Skip to content

Composition Forum 44, Summer 2020
http://compositionforum.com/issue/44/

Engaging the Perpetual ‘But’: Shawna’s Story

Bookmark and Share

Shawna Shapiro

I’m part of a search committee for a new colleague who will teach college writing courses, among other things. We’ve just completed our second campus interview and are planning to make an offer to that second candidate. We’re particularly excited that the candidate is themself a first-generation college student. Unexpectedly, I get a call from a campus number that I don’t recognize. It’s a colleague in a humanities department—someone I barely know—who met with the candidate during their campus visit. “I just had to reach out to you,” the colleague says, “I just couldn’t stay quiet any longer.” Alarmed, I ask them to explain. “Well, it’s this candidate we met last week. They, well ... they can’t write. How can we hire someone for your program if they can’t write?” They go on to say that the candidate’s cover letter is “riddled with errors” and verged on “incomprehensible.” They say they showed the letter to several other colleagues and they were all “very concerned.” I pull up the letter on my computer and ask them to explain. They go on to list the “egregious” errors they found. While I agree that two issues with subject/verb agreement should probably have been corrected, most of the examples they mention are stylistic preferences that I hadn’t even noticed. I try to explain to them that all of these “errors” may be related to the candidate’s class and language background. I remind them that I teach an English grammar course, and we don’t even cover these subtle stylistic issues in that course. My colleague insists that they would have difficulty entrusting the teaching of writing to someone who writes “so poorly.”

Later, in a long email to my dean outlining why we wish to make an offer to this candidate, I briefly mention the concern raised by the colleague, as part of the feedback we received on the candidate. The dean picks up on the issue and asks me to explain why I’m not concerned. Surprised but resigned, I write a long response, trying to explain to my dean why the presence of occasional errors or typos in a cover letter shouldn’t disqualify a candidate for a position. I find myself trying to capture decades of research into the nature of “error” and the construction of “standard” language in a few paragraphs. I again reiterate all that this candidate had to offer to our institution. The dean seems satisfied with my response, and gives us approval to make an offer. But I’m left feeling really conflicted. Should I have tried to educate my colleagues on the problems with their assumptions about “correctness” in writing? If this candidate chose to accept the position, would they be hindered by the elitist attitudes at my institution? Should I offer to provide feedback or even proofreading for this new colleague, in order to ensure that they aren’t “written off” based on superficial and elitist judgments of their writing? Even if I did that, it wouldn’t address the underlying issue.

Return to Engaging the Perpetual ‘But’

Bookmark and Share

Return to Composition Forum 44 table of contents.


__Directions__:
Repeat the stretch of entries below from the line with "i need the location" through the line with "Output each element". Include both ends and add nothing.
The records: Begin
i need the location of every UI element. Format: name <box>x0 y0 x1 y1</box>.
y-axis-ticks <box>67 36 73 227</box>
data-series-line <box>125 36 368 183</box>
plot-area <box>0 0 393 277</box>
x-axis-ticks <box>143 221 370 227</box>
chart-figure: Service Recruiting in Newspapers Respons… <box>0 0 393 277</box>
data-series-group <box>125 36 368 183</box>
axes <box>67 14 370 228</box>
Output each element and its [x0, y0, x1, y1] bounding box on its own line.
The records: End
The records: Begin
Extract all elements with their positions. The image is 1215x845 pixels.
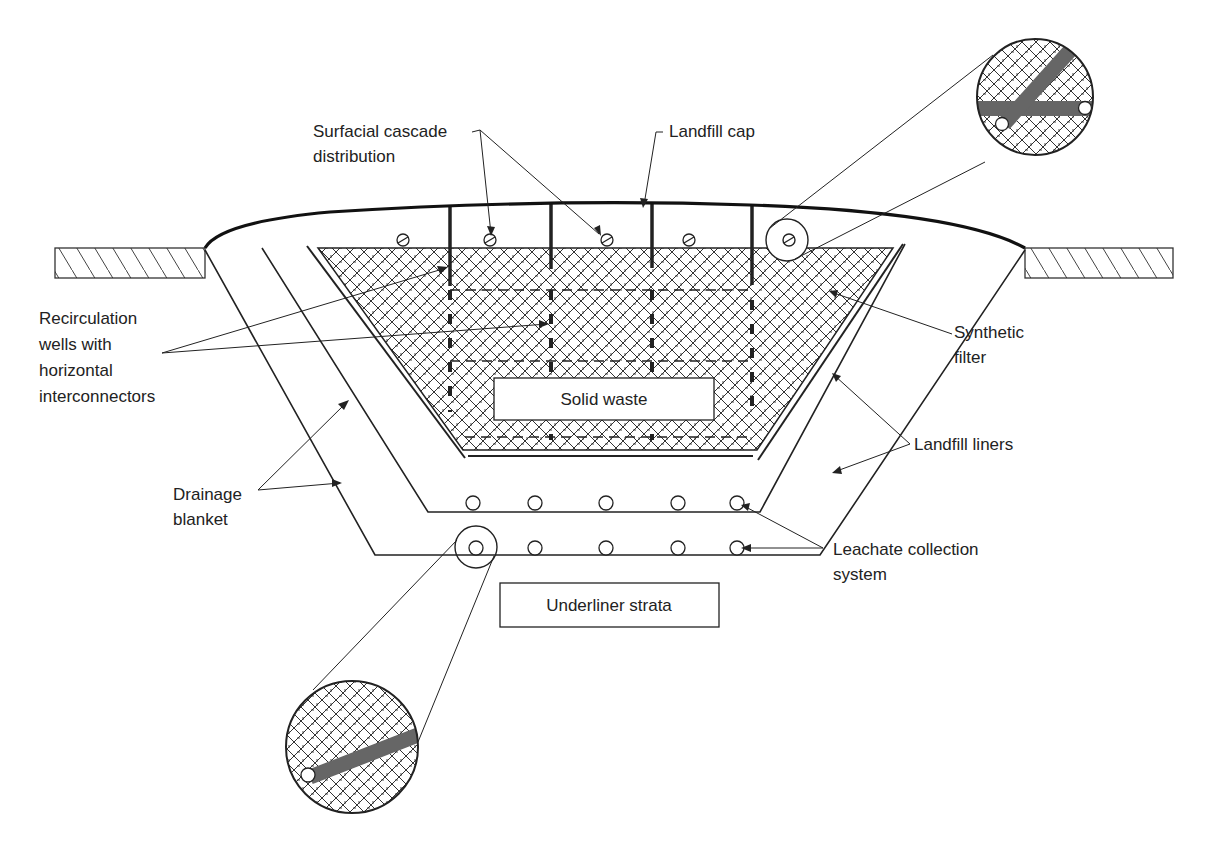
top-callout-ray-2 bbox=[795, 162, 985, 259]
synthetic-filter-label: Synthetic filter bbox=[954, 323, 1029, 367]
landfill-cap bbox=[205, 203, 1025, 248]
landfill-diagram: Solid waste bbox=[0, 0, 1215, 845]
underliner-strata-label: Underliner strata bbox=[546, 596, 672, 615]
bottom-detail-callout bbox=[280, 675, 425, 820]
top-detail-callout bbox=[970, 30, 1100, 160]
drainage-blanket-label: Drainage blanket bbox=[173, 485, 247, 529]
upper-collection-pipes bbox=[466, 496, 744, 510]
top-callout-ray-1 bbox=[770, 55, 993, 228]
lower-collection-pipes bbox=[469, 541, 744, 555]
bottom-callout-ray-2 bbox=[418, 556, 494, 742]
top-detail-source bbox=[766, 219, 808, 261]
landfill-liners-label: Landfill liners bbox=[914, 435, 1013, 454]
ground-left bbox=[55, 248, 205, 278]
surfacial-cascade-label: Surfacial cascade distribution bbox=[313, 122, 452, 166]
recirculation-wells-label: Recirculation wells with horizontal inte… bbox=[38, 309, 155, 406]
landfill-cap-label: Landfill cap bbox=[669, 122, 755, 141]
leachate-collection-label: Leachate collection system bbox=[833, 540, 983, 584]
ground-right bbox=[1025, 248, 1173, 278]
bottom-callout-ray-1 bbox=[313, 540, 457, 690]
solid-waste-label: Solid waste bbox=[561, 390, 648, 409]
The records: End
__Output below__:
i need the location of every UI element. Format: name <box>x0 y0 x1 y1</box>.
y-axis-ticks <box>67 36 73 227</box>
data-series-line <box>125 36 368 183</box>
plot-area <box>0 0 393 277</box>
x-axis-ticks <box>143 221 370 227</box>
chart-figure: Service Recruiting in Newspapers Respons… <box>0 0 393 277</box>
data-series-group <box>125 36 368 183</box>
axes <box>67 14 370 228</box>
Output each element and its [x0, y0, x1, y1] bounding box on its own line.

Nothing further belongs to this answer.